…A Breath, Afaf Zurayk
A gentle contradiction runs through the work of Lebanese painter and poet Afaf Zurayk. Her images and words stay steady, yet they move and unfold in layered spaces.
On the white canvas, a line advances with restraint and care. As it shifts, Zurayk opens spaces that feel endless. They appear, fade, and then emerge once more. In this movement, her work briefly touches the surface of form, experience, and emotion before sinking below it and rising again for breath. Consequently, the rhythm mirrors the flow of life itself.
Although her work arrives with lightness, it deepens the moment you face it directly. It may step back, yet it always returns and offers more. This doubling—glimpse and continuation, constant and ephemeral—maps a path from light to depth and back again. Through this motion, a subtle and shifting line shapes the material of living.
Zurayk often notes that she contains darkness and allows it to contain her in return.
Afaf Zurayk is a Lebanese American artist, writer, and educator. In both her art and her writing, she seeks transparency in the color of light and guides viewers through turbulence toward acceptance. She earned a B.A. in Fine Arts (with distinction) from the American University of Beirut and later completed an M.A. in Fine Arts at Harvard University.
Over the years, she has exhibited widely, and publications such as The Washington Post, The Washington Review, Al-Hayat, and L’Orient–Le Jour have written about her work. Her art appears in the collections of the British Museum in London, the Barjeel Art Foundation in Sharjah, the Sursock Museum in Beirut, and Darat al-Funun in Amman. She is represented by Saleh Barakat Gallery in Beirut.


(Assignment): Locate all lines in the data below that hold "page" and show them.

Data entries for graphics
● ● ● ● ● ● ●

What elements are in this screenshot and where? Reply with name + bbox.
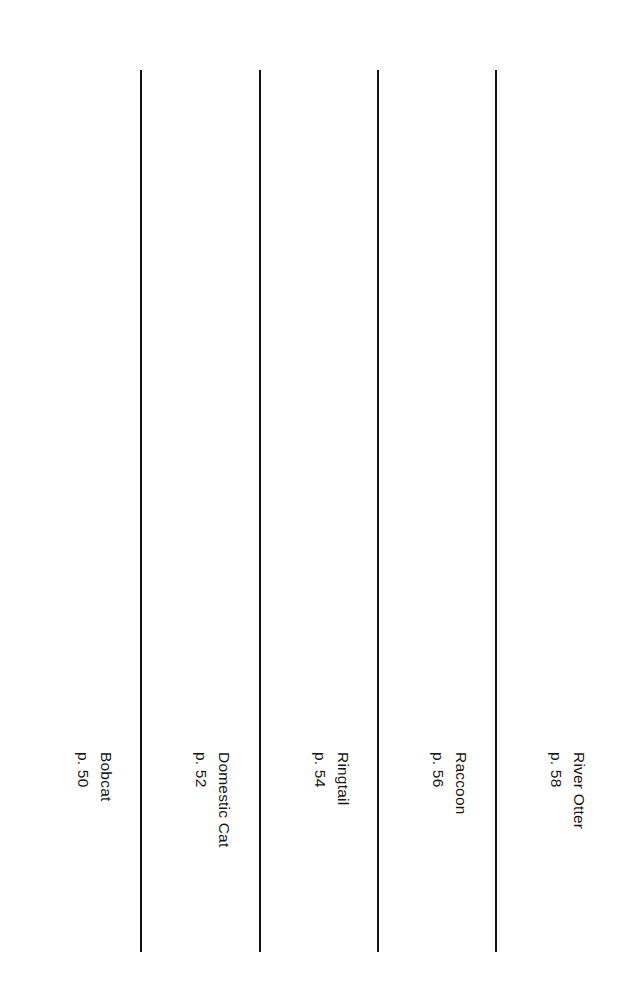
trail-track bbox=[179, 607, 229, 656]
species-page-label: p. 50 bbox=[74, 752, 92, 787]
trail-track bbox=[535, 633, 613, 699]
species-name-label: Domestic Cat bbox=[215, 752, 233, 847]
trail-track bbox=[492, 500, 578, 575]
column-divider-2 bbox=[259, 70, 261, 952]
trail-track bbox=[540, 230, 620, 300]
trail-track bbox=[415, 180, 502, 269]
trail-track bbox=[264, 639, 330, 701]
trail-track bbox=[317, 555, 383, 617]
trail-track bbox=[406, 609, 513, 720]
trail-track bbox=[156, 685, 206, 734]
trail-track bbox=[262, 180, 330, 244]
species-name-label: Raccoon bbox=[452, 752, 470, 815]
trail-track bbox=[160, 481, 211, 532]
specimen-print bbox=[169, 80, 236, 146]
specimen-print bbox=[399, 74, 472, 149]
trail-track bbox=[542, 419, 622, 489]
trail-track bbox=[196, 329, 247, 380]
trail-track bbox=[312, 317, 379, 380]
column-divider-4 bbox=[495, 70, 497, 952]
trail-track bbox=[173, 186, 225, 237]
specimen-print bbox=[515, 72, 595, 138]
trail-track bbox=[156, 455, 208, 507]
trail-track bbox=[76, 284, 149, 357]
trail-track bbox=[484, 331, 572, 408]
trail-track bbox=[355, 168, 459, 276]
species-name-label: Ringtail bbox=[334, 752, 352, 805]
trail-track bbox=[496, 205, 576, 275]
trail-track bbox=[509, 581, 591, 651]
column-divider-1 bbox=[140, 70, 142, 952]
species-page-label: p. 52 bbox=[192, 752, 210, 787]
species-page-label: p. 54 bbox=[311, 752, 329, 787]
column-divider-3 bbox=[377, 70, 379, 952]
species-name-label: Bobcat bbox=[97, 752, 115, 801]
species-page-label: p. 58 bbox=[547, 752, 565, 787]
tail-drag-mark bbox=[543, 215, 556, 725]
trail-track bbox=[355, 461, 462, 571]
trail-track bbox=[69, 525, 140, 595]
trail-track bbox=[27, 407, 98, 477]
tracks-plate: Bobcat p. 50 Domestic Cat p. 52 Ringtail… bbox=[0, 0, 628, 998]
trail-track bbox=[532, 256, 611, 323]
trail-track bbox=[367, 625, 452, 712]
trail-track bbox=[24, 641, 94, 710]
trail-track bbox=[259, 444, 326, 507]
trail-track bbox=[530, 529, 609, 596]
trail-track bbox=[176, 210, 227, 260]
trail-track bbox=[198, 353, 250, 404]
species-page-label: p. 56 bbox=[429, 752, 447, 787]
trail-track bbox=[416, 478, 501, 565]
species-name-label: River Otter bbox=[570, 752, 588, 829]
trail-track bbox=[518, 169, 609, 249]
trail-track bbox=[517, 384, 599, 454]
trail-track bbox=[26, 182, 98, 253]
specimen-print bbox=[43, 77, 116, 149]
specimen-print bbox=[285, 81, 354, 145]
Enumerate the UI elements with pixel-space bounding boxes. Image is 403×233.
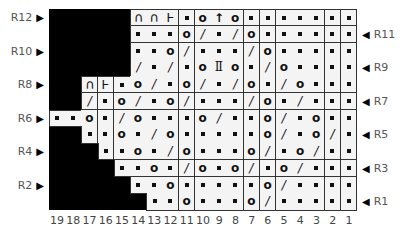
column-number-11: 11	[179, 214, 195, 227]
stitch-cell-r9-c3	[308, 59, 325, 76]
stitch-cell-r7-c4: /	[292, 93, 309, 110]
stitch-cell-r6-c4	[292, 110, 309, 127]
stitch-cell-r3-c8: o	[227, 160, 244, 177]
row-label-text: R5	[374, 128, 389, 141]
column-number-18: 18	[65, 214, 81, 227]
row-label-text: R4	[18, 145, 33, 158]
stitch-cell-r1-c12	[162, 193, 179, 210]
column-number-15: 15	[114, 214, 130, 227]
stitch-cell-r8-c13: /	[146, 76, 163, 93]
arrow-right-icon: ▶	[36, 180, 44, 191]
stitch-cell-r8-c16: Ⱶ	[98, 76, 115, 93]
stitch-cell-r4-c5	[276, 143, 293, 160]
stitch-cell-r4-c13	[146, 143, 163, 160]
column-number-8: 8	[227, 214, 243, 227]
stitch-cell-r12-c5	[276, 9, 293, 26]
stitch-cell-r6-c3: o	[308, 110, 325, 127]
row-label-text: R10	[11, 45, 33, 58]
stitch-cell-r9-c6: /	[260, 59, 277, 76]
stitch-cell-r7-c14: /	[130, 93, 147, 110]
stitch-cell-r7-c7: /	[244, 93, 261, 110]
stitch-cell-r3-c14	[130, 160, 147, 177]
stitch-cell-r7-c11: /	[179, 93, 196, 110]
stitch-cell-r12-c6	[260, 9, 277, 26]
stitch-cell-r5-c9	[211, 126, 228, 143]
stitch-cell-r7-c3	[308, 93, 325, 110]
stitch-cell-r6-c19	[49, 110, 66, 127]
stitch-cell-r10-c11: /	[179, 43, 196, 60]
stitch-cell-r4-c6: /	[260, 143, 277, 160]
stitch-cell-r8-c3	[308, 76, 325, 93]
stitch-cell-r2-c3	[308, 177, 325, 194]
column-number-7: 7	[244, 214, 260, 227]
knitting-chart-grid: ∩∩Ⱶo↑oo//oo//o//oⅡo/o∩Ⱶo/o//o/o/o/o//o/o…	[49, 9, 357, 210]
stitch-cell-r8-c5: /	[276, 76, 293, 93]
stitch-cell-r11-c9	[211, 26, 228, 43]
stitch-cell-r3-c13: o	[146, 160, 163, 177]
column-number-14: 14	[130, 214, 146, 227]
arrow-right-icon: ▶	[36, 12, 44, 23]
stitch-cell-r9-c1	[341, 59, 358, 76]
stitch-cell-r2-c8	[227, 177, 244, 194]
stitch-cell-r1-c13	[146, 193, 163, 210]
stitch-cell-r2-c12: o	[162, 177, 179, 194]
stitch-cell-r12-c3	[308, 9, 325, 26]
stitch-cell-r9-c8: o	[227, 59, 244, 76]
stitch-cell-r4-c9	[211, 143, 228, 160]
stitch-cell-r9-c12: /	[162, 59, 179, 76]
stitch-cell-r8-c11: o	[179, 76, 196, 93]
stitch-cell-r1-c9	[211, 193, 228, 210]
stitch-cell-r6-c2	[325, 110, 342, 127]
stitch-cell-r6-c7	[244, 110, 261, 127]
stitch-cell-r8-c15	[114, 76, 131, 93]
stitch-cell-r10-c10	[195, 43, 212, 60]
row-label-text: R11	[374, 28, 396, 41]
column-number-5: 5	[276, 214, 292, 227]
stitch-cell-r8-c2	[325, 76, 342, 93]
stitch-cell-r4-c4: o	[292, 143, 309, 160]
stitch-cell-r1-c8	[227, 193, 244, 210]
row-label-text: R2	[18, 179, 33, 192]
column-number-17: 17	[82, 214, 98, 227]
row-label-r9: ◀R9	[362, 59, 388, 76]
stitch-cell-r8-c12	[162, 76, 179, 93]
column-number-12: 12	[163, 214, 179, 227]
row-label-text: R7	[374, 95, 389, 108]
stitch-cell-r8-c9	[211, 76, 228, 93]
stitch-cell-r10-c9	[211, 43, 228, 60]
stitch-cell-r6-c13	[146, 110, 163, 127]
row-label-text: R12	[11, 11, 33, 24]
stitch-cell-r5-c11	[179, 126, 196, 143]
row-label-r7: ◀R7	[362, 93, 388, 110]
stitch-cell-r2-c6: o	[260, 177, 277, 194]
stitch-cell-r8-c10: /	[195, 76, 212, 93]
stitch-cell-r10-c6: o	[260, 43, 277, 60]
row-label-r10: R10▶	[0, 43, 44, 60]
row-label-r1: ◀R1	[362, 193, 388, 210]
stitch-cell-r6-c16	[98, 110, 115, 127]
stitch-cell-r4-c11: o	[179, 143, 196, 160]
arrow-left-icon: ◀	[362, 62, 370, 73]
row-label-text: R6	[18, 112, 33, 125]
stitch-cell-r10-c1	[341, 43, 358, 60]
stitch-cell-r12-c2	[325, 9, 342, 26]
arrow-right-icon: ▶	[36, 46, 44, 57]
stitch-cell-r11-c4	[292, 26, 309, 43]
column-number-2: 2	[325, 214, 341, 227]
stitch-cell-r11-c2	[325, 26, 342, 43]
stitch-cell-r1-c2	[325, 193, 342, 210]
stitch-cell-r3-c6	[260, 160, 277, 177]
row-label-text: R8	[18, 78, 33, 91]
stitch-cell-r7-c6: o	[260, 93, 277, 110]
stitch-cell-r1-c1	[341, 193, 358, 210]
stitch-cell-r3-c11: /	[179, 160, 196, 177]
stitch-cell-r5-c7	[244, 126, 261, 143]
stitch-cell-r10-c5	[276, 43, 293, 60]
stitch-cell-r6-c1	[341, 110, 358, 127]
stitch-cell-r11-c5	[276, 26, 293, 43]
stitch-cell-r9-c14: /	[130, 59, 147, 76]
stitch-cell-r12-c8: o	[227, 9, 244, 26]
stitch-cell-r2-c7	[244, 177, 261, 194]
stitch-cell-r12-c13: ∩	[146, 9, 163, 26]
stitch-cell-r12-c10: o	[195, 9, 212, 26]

● ● ● ● ● ● ●

(Problem solution):
species-page-label: p. 50 bbox=[74, 752, 92, 787]
species-page-label: p. 52 bbox=[192, 752, 210, 787]
species-page-label: p. 54 bbox=[311, 752, 329, 787]
species-page-label: p. 58 bbox=[547, 752, 565, 787]
species-page-label: p. 56 bbox=[429, 752, 447, 787]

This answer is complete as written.